12. Remember that your life belongs to others as well. Don’t risk it frivolously.
13. Never lie to anyone for any reason.
14. Learn the needs of those around you and respect them.
15. Avoid the pursuit of happiness. Seek to define your mission and pursue that.
16. Reduce your use of the first personal pronoun.
17. Praise at least as often as you disparage.
18. Admit your errors freely and soon.
19. Become less suspicious of joy.
20. Understand humility.
21. Remember that love forgives everything.
22. Foster dignity.
23. Live memorably.
24. Love yourself.
25. Endure.
It's the perception of doing something instead of actually doing something.
originally posted by: BuzzyWigs
a reply to: beezzer
It's the perception of doing something instead of actually doing something.
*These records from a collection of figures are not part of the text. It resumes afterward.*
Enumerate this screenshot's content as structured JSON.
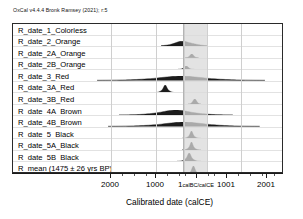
{
  "credit": "OxCal v4.4.4 Bronk Ramsey (2021); r:5",
  "axis": {
    "title": "Calibrated date (calCE)",
    "ticks": [
      {
        "label": "2000",
        "sub": "",
        "x": 110
      },
      {
        "label": "1000",
        "sub": "",
        "x": 155
      },
      {
        "label": "1",
        "sub": "calBC/calCE",
        "x": 196
      },
      {
        "label": "1001",
        "sub": "",
        "x": 226
      },
      {
        "label": "2001",
        "sub": "",
        "x": 266
      }
    ],
    "minor_ticks": [
      122,
      134,
      146,
      167,
      179,
      185,
      208,
      214,
      238,
      250,
      262,
      274
    ],
    "gridlines": [
      110,
      155,
      183,
      206,
      240
    ],
    "highlight_band": {
      "start": 182,
      "end": 206,
      "color": "#d9d9d9"
    }
  },
  "chart_data": {
    "type": "area",
    "title": "OxCal v4.4.4 Bronk Ramsey (2021); r:5",
    "xlabel": "Calibrated date (calCE)",
    "ylabel": "",
    "xlim": [
      -2100,
      2100
    ],
    "rows": [
      {
        "label": "R_date_1_Colorless",
        "center": 0.52,
        "width": 0.06,
        "height": 0.0,
        "shape": "none"
      },
      {
        "label": "R_date_2_Orange",
        "center": 0.63,
        "width": 0.17,
        "height": 0.3,
        "shape": "broad"
      },
      {
        "label": "R_date_2A_Orange",
        "center": 0.66,
        "width": 0.05,
        "height": 0.22,
        "shape": "narrow"
      },
      {
        "label": "R_date_2B_Orange",
        "center": 0.64,
        "width": 0.06,
        "height": 0.2,
        "shape": "narrow"
      },
      {
        "label": "R_date_3_Red",
        "center": 0.62,
        "width": 0.62,
        "height": 0.26,
        "shape": "wide-flat"
      },
      {
        "label": "R_date_3A_Red",
        "center": 0.56,
        "width": 0.09,
        "height": 0.46,
        "shape": "peak"
      },
      {
        "label": "R_date_3B_Red",
        "center": 0.67,
        "width": 0.05,
        "height": 0.3,
        "shape": "narrow"
      },
      {
        "label": "R_date_4A_Brown",
        "center": 0.6,
        "width": 0.42,
        "height": 0.3,
        "shape": "wide-flat"
      },
      {
        "label": "R_date_4B_Brown",
        "center": 0.63,
        "width": 0.56,
        "height": 0.26,
        "shape": "wide-flat"
      },
      {
        "label": "R_date_5_Black",
        "center": 0.66,
        "width": 0.07,
        "height": 0.44,
        "shape": "peak"
      },
      {
        "label": "R_date_5A_Black",
        "center": 0.66,
        "width": 0.07,
        "height": 0.48,
        "shape": "peak"
      },
      {
        "label": "R_date_5B_Black",
        "center": 0.65,
        "width": 0.09,
        "height": 0.5,
        "shape": "peak"
      },
      {
        "label": "R_mean (1475 ± 26 yrs BP)",
        "center": 0.665,
        "width": 0.04,
        "height": 0.4,
        "shape": "narrow"
      }
    ]
  }
}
Kind of like being firmly pro-life, but not adopting or willing to provide for the unwanted children, and bitching about taxes being too high?
Kinda like that?
Maybe you're right.
Could be.
originally posted by: Talorc
a reply to: beezzer
True. Feel-good activism seems to be the new thing. Basically everything in the modern U.S. is just some kind of marketing ploy appealing to people's narcissism, including most activist movements.
And you know I haven't done anything?
Really?
How interesting.
Quick to judge someone who simply provides an opinion, aren't you?
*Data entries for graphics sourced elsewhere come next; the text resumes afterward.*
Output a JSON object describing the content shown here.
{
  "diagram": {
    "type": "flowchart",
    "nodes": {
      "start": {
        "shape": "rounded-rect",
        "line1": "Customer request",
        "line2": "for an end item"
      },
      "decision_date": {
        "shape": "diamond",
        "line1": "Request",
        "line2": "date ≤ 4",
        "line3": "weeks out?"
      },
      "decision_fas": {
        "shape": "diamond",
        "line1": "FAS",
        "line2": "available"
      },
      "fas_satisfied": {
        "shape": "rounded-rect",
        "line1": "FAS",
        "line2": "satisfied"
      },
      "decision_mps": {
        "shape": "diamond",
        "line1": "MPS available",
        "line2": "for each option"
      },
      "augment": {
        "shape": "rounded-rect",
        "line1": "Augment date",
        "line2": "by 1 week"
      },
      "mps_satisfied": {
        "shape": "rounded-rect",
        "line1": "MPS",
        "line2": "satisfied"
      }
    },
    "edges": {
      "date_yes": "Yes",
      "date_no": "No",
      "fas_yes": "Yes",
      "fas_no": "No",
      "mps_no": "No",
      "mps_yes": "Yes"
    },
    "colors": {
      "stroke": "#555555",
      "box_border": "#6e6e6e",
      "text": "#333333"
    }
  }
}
originally posted by: BuzzyWigs
a reply to: beezzer
And you know I haven't done anything?
Really?
How interesting.
Quick to judge someone who simply provides an opinion, aren't you?
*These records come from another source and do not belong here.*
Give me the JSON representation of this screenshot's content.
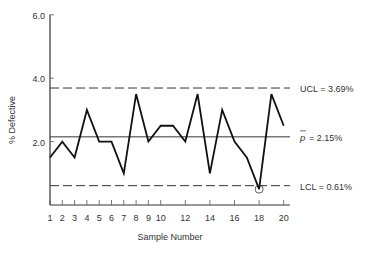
{
  "chart_data": {
    "type": "line",
    "title": "",
    "xlabel": "Sample Number",
    "ylabel": "% Defective",
    "ylim": [
      0,
      6.0
    ],
    "xlim": [
      1,
      21
    ],
    "y_ticks": [
      "2.0",
      "4.0",
      "6.0"
    ],
    "x_ticks": [
      "1",
      "2",
      "3",
      "4",
      "5",
      "6",
      "7",
      "8",
      "9",
      "10",
      "12",
      "14",
      "16",
      "18",
      "20"
    ],
    "x": [
      1,
      2,
      3,
      4,
      5,
      6,
      7,
      8,
      9,
      10,
      11,
      12,
      13,
      14,
      15,
      16,
      17,
      18,
      19,
      20
    ],
    "values": [
      1.5,
      2.0,
      1.5,
      3.0,
      2.0,
      2.0,
      1.0,
      3.5,
      2.0,
      2.5,
      2.5,
      2.0,
      3.5,
      1.0,
      3.0,
      2.0,
      1.5,
      0.5,
      3.5,
      2.5
    ],
    "reference_lines": [
      {
        "name": "UCL",
        "value": 3.69,
        "label": "UCL = 3.69%",
        "style": "dashed"
      },
      {
        "name": "p-bar",
        "value": 2.15,
        "label": "= 2.15%",
        "symbol": "p̄",
        "style": "solid"
      },
      {
        "name": "LCL",
        "value": 0.61,
        "label": "LCL = 0.61%",
        "style": "dashed"
      }
    ],
    "annotations": [
      {
        "x": 18,
        "note": "circled point below LCL"
      }
    ],
    "grid": false,
    "legend": "none"
  }
}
No - I asked a question of you. Did I say that the elements of the question were YOUR opinion?
No, I didn't. I said "kind of like" and then spoke in indeterminate terms - a total hypothetical. Never said you said it, or think it.
See what I did there?
(Persecution much?)
originally posted by: woodwardjnr
a reply to: beezzer the thing is most non believers don't go around judging standards of morality and ethics, we find ourselves in the position of having to defend the fact we do have morals and ethics, it may not be written down, but the golden rule is universal, existing from religion to business practice. It's been a concept as old as man and older than Christianity. To me it always makes me pose the question. If you didn't believe in God and Christianity, would you be less moral and unethical? I don't believe it would change your morality or ethics.
originally posted by: BuzzyWigs
Hey, gran. Was just doing some more thinking.
I have made an effort - a concerted effort - to really understand you in the course of our exchanges. To understand how you are, and why, and to gain clarity in what exactly it is you think and how you arrive at your worldview.
I have noticed a pattern. I just now made some notes about it.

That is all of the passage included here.